Whatever can that be? This was my first thought on encountering The Platform, now a venue for music and educational work concerned with the arts, in Swindon’s Farringdon Street. The spires made me think of a church, but the part to the left, with its small windows over several storeys, did not seem to fit with that, unless this was a very well appointed Victorian chapel, with additional hall and meeting rooms. Surely not?
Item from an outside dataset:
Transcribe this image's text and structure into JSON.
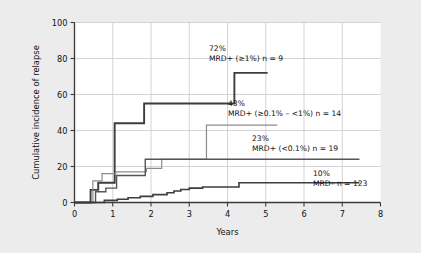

The building is on the edge of the railway village, built by the Great Western Railway from 1840 onwards to house staff at the locomotive works that stands nearby. Many of the workers, who arrived in Swindon from all over the country, were single men, and Brunel saw the need for accommodation suited to them – somewhere to lodge for people who did not need or could not afford a whole house. So he built this, a ‘model’ lodging house, designed to house about 100 men and to provide kitchens, a bakery, and day rooms (the individual mens’ rooms were small, with space for a bed, drawers and a chair, so residents needed somewhere to relax when they weren’t working). Construction began in 1847, but immediately stopped because of a recession, to be resumed again in 1853–55 to a revised design.
The result was certainly impressive, but the hostel wasn’t popular with those who lived there, who mostly preferred to find traditional lodgings with local families. Locals took to calling the place ‘the Barracks’ and apparently the residents found it institutional. One can’t blame them. Buildings made up of scores of similar rooms usually do have that feeling to them. In the early 1860s, the company converted it to small flats, to house an influx of Welsh ironworkers who were hired when they built new rolling mills, but even these men and their families were soon accommodated in proper houses added to the railway village. After a while the building became a Wesleyan Chapel, then in the late-20th century a museum of the GWR, then, after 2000, was given over to its present use. Now, presumably, it languishes in lockdown, and one hopes the current users will be able to return soon and bring life to this lively piece of architecture.
5 comments:
Pointy towers have no useful architectural function, except to look good. There should therefore be as many of them as possible. Many a townscape, including a lot of poor old Swindon, would be improved greatly by adding pointy towers and turrets like these.
It's an intriguing building with rather an interesting history. I'll look out for it after lockdown, when I should be going to that part of the world.
For the record, The Platform is in Swindon's Faringdon [as in Oxfordshire] Road, not Farringdon [as in London] Street.
Unknown: Thank you. Yes: one 'r' in Faringdon. Must remember.
Joseph: Hear, hear! More pointy towers!